The Temperate Sierras represent a region of temperate climate in the mountains of central North America south into Mexico. These regions have enough moisture levels to support forests, but cooler temperatures on average than a tropical rainforest.

The northernmost part of this region has four well-defined seasons and a climate that superficially resembles that of Eastern North America, with cold winters and hot summers. However, the day-to-day weather is often more predictable in these regions, driven more by the topography and less by chaotic dynamics of motions of large air masses across open parts of the continent. These regions are also geographically isolated from areas of similar climate, mostly surrounded either by desert or semi-arid parts of the great plains at low altitudes. The northern part of this region also borders the Southern Semi-arid Highlands to the south.

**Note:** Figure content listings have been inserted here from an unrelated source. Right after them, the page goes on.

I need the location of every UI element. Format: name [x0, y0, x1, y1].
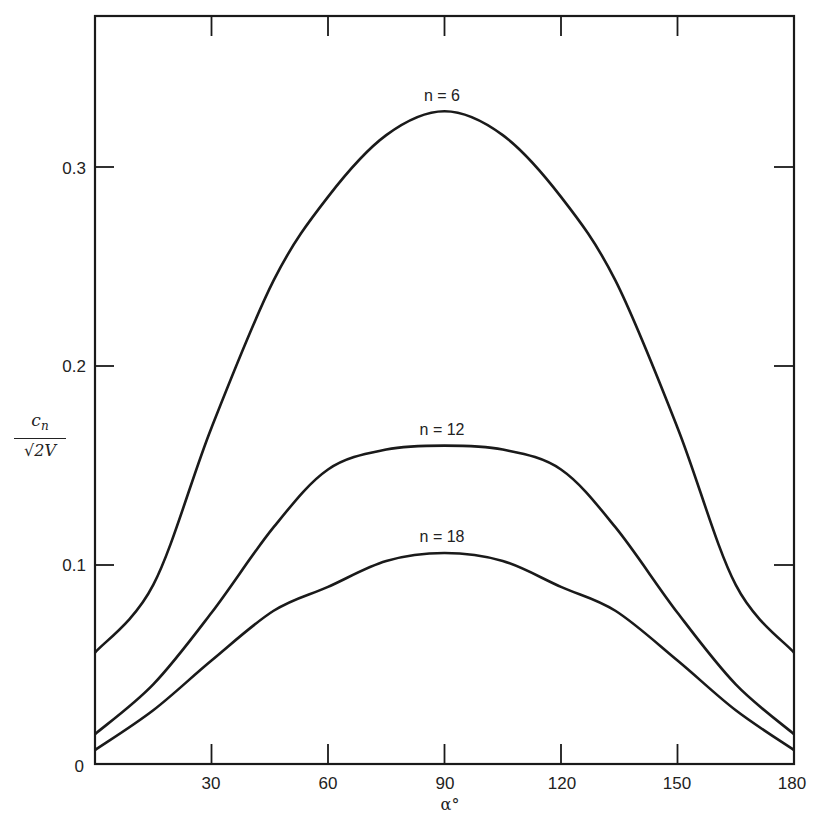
y-axis-label-denominator: √2V: [14, 441, 66, 461]
x-tick-label-180: 180: [778, 774, 806, 793]
curve-n12: [95, 446, 794, 735]
chart-plot: 0 0.1 0.2 0.3 30 60 90 120 150 180 n = 6…: [0, 0, 819, 825]
y-tick-label-0.2: 0.2: [62, 357, 86, 376]
axis-ticks: [95, 16, 794, 764]
y-axis-label-sub: n: [41, 419, 49, 433]
curve-n18: [95, 553, 794, 750]
y-axis-label-numerator: cn: [14, 410, 66, 436]
y-axis-label-c: c: [31, 410, 41, 430]
x-tick-label-90: 90: [436, 774, 455, 793]
x-tick-label-120: 120: [548, 774, 576, 793]
x-tick-label-150: 150: [663, 774, 691, 793]
x-axis-label: α°: [430, 795, 470, 814]
fraction-bar: [14, 438, 66, 439]
curve-label-n12: n = 12: [420, 421, 465, 438]
curve-label-n6: n = 6: [424, 87, 460, 104]
y-tick-label-0: 0: [75, 757, 84, 776]
y-axis-label: cn √2V: [14, 410, 66, 461]
curve-n6: [95, 111, 794, 652]
x-tick-label-30: 30: [202, 774, 221, 793]
curve-label-n18: n = 18: [420, 528, 465, 545]
plot-frame: [95, 16, 794, 764]
x-tick-label-60: 60: [319, 774, 338, 793]
y-tick-label-0.3: 0.3: [62, 159, 86, 178]
y-tick-label-0.1: 0.1: [62, 556, 86, 575]
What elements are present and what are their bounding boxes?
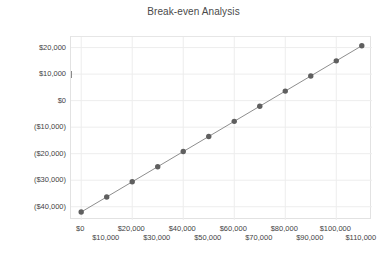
x-axis-tick-label: $80,000 (271, 224, 298, 233)
x-axis-tick-label: $50,000 (194, 233, 221, 242)
x-axis-tick-label: $30,000 (143, 233, 170, 242)
x-axis-tick-label: $70,000 (245, 233, 272, 242)
x-axis-tick-label: $10,000 (92, 233, 119, 242)
x-axis-tick-label: $100,000 (320, 224, 351, 233)
chart-container: Break-even Analysis $20,000$10,000$0($10… (0, 0, 387, 256)
x-axis-labels: $0$10,000$20,000$30,000$40,000$50,000$60… (0, 0, 387, 256)
x-axis-tick-label: $40,000 (169, 224, 196, 233)
x-axis-tick-label: $0 (76, 224, 84, 233)
x-axis-tick-label: $20,000 (118, 224, 145, 233)
x-axis-tick-label: $60,000 (220, 224, 247, 233)
x-axis-tick-label: $90,000 (296, 233, 323, 242)
x-axis-tick-label: $110,000 (345, 233, 376, 242)
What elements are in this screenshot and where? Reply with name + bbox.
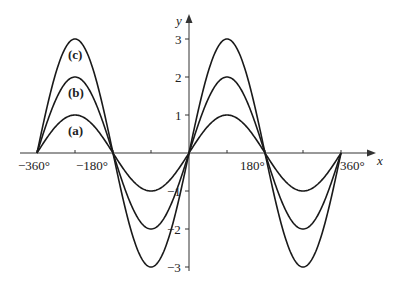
- curve-label-b: (b): [68, 85, 84, 100]
- x-tick-label-180: 180°: [240, 158, 265, 173]
- y-tick-label-2: 2: [175, 70, 182, 85]
- x-tick-label-neg360: −360°: [18, 158, 50, 173]
- y-tick-label-3: 3: [175, 32, 182, 47]
- y-tick-label-neg2: −2: [167, 222, 181, 237]
- curve-label-a: (a): [68, 123, 83, 138]
- y-tick-label-1: 1: [175, 108, 182, 123]
- curve-label-c: (c): [68, 47, 82, 62]
- sine-chart: −360° −180° 180° 360° x y 3 2 1 −1 −2 −3…: [0, 0, 402, 283]
- y-tick-label-neg3: −3: [167, 260, 181, 275]
- x-axis-label: x: [376, 153, 383, 168]
- y-axis-arrow-icon: [186, 14, 193, 23]
- x-tick-label-360: 360°: [340, 158, 365, 173]
- x-axis-arrow-icon: [367, 150, 376, 157]
- y-axis-label: y: [174, 13, 182, 28]
- y-tick-label-neg1: −1: [167, 184, 181, 199]
- x-tick-label-neg180: −180°: [76, 158, 108, 173]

As one moves south into Mexico, the seasonality of temperatuures becomes less pronounced, and the region mostly borders tropical dry forests to the southeast and at lower altitudes, and Semi-arid grasslands to the northeast. These regions of the temperate sierras include high-altitude cloud forests unlike anything in the continental U.S.

The entirety of this region has a high portion of endemic plants; biodiversity is highest towards the south where both a milder, wetter climate overall and adjacency to biodiverse tropical regions has led to more species richness, but there are many endemic species in the northernmost part of this region as well.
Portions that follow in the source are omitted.